Hello! I'm Tom. I'm a game designer, writer, and programmer on Gunpoint, Heat Signature, and Tactical Breach Wizards. Here's some more info on all the games I've worked on, here are the videos I make on YouTube, and here are two short stories I wrote for the Machine of Death collections.
By me. Uses Adaptive Images by Matt Wilcox.
Plants Vs Zombies is now out, and £7 on Steam. In it, you plant plants to stop zombies. It will enslave you like a delicious drug.
I’ve spent about forty hours of my life defending that little house from the undead through the craft of horticulture, and I liked it so much I’m actually quoted on that Steam page. Here are a few of the gardens I’ve landscaped in that time of which I happen to have screenshots on this machine.

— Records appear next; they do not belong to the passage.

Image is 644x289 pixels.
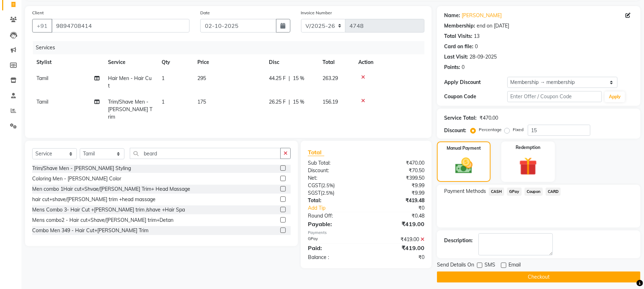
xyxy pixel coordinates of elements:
div: 28-09-2025 [469,53,497,61]
div: Total: [303,197,366,205]
div: ₹419.00 [366,244,430,253]
div: ₹70.50 [366,167,430,175]
label: Manual Payment [447,145,481,151]
span: | [289,98,290,106]
div: end on [DATE] [477,22,509,29]
div: Description: [444,237,473,245]
span: 44.25 F [269,74,286,82]
img: _cash.svg [450,156,478,176]
th: Price [193,54,265,71]
img: _gift.svg [514,155,543,178]
div: Coupon Code [444,93,507,101]
div: Apply Discount [444,79,507,86]
span: Total [308,149,324,156]
div: Discount: [303,167,366,175]
th: Total [319,54,354,71]
span: SGST [308,190,321,196]
input: Search or Scan [130,148,281,159]
span: CGST [308,182,321,189]
button: +91 [32,19,52,33]
input: Enter Offer / Coupon Code [508,91,602,102]
span: Email [509,261,521,270]
div: Payable: [303,220,366,228]
span: Payment Methods [444,188,486,195]
span: 263.29 [323,75,338,81]
span: 295 [197,75,206,81]
span: GPay [507,188,522,196]
span: Send Details On [437,261,474,270]
div: ₹9.99 [366,190,430,197]
span: Trim/Shave Men - [PERSON_NAME] Trim [108,99,152,120]
div: ( ) [303,190,366,197]
div: Net: [303,175,366,182]
span: 26.25 F [269,98,286,106]
label: Percentage [479,126,502,133]
div: ₹419.48 [366,197,430,205]
div: 13 [474,33,479,40]
span: Tamil [36,75,48,81]
span: 175 [197,99,206,105]
label: Date [200,9,210,16]
div: Combo Men 349 - Hair Cut+[PERSON_NAME] Trim [32,227,148,235]
a: Add Tip [303,205,377,212]
div: ₹0 [377,205,430,212]
span: 1 [161,99,165,105]
a: [PERSON_NAME] [462,12,502,19]
span: CASH [489,188,504,196]
div: 0 [475,43,478,51]
div: ₹470.00 [366,160,430,167]
div: Card on file: [444,43,474,51]
div: Mens combo2 - Hair cut+Shave/[PERSON_NAME] trim+Detan [32,216,173,224]
div: ₹0.48 [366,213,430,220]
div: ₹0 [366,254,430,261]
span: Coupon [524,188,543,196]
div: Services [33,41,430,54]
span: 15 % [293,98,304,106]
span: 15 % [293,74,304,82]
label: Invoice Number [301,9,332,16]
label: Client [32,9,44,16]
div: ₹470.00 [479,114,498,122]
div: hair cut+shave/[PERSON_NAME] trim +head massage [32,196,156,203]
button: Checkout [437,271,641,283]
th: Service [104,54,157,71]
th: Disc [265,54,319,71]
span: 1 [161,75,165,81]
div: Balance : [303,254,366,261]
th: Stylist [32,54,104,71]
div: GPay [303,236,366,243]
div: ( ) [303,182,366,190]
span: 2.5% [323,183,334,188]
div: Service Total: [444,114,477,122]
div: Round Off: [303,213,366,220]
div: Total Visits: [444,33,473,40]
div: ₹9.99 [366,182,430,190]
div: Mens Combo 3- Hair Cut +[PERSON_NAME] trim /shave +Hair Spa [32,206,185,214]
div: Sub Total: [303,160,366,167]
div: Name: [444,12,461,19]
span: Hair Men - Hair Cut [108,75,151,89]
label: Fixed [513,126,524,133]
div: ₹419.00 [366,236,430,243]
span: Tamil [36,99,48,105]
th: Qty [157,54,193,71]
div: ₹419.00 [366,220,430,228]
div: Paid: [303,244,366,253]
label: Redemption [516,144,541,151]
th: Action [354,54,424,71]
span: 2.5% [322,190,333,196]
span: 156.19 [323,99,338,105]
div: ₹399.50 [366,175,430,182]
div: Last Visit: [444,53,468,61]
div: Discount: [444,127,466,134]
div: Membership: [444,22,476,29]
div: 0 [462,64,464,71]
button: Apply [605,91,625,102]
span: SMS [484,261,496,270]
div: Coloring Men - [PERSON_NAME] Color [32,175,121,183]
div: Trim/Shave Men - [PERSON_NAME] Styling [32,165,131,172]
span: CARD [546,188,561,196]
div: Points: [444,64,461,71]
span: | [289,74,290,82]
div: Payments [308,230,424,236]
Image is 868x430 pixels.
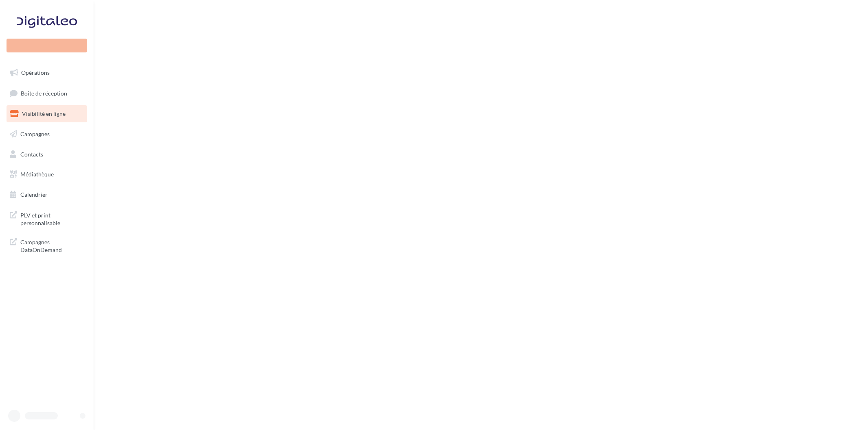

Yes, this works. There’s a twist when you replay Plants Vs Zombies that encourages you to try stupid experiments like The Frozen Field Of Unending Spikeweeds here. The silvery ones are Spike-Rocks, secretly the most useful upgrade in the game, but for a reason that won’t be obvious at first.
Wedge formation! Largely pointless. But Kernel-paults are so brilliant – “There’s butter on my head” – and so cheap that you can afford to try ultra-reinforced meshes of Tallnuts and Chompers on these levels.
AAAAAAH! Man, you should have seen this place before Flag 24. It was a work of art. It was a machine. And yet, it was a lawn.
Now it is ate.
Truly, your garden has not known horror until you get to the mid-twenties in Survival: Endless. That, and the mini-game that lets you play as the zombies, are responsible for most of that horrific play-time figure I quoted earlier.
PvZ takes its time to get going, but the stream of new wonders throughout that time is steady and thick. Do not play it if there are things on this Earth you still hope to achieve.